Theological Reflection in An African Christian WorldView [Vol One]
Synopsis
The enlightenment project, as experts like Professor Paul Hiebert observes, has not worked in producing for humans healthier and more intimate interpersonal relationships. Today’s advances in electronic technology leaves the human being thirstier, fearful or worried than ever before. For example, we are the most electronically connected humans who ever lived upon the face of the earth and yet we are most empty, most stressed and most depraved in human relationships.

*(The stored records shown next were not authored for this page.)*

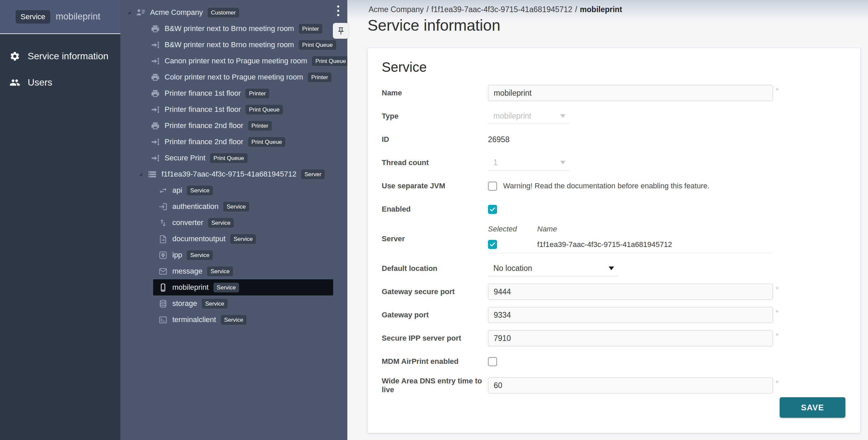 Image resolution: width=868 pixels, height=440 pixels. I want to click on tree-node-f1f1ea39-7aac-4f3c-9715-41a681945712-server: f1f1ea39-7aac-4f3c-9715-41a681945712Serv…, so click(234, 174).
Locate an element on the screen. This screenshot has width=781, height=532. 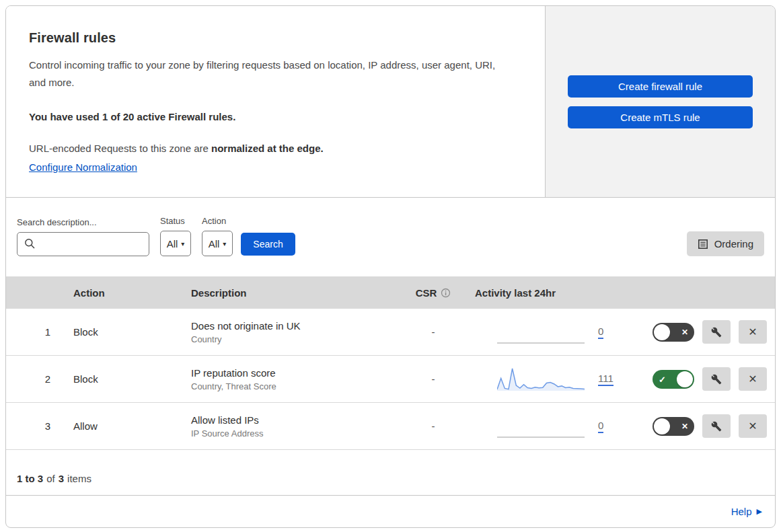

Individuals and nations cannot get along with each other! The divine cry in the human heart has not been fulfilled by any of the known technological breakthroughs. If the world’s problems are to be solved, it will be by human beings, not by machines. Thus, technology and its value is not the last answer to human problems. Indeed, our deepest needs can only be met by that which comes from outside ourselves. In this regard, this book endeavours to answer the following question: Would a renewed return to our traditional worldviews be a move in the right direction? Our hope is built on nothing else than on the finished [past!] work of Jesus Christ on the Cross some two thousand years ago or as the Scriptures say on what God has wrought in Christ by choosing us before the creation of the world (Eph.1:4). It is this kind of thinking that gives legitimacy to the idea of bending backwards in our search for meaning and help! Hence, man should seek meaning in a “nostalgia for eternity,” a mystical equivalent to a journey back to origins, illo tempore, to the Golden Time. Hope may be in remembering the past! Not necessarily envisioning the future! It may be looking at the future that lies in the past! Thus our traditional worldviews may help in connecting mankind with what he has lost! A vital living relationship with the God of Eden. This book is highly recommended to scholars and students of Theology in Africa and beyond.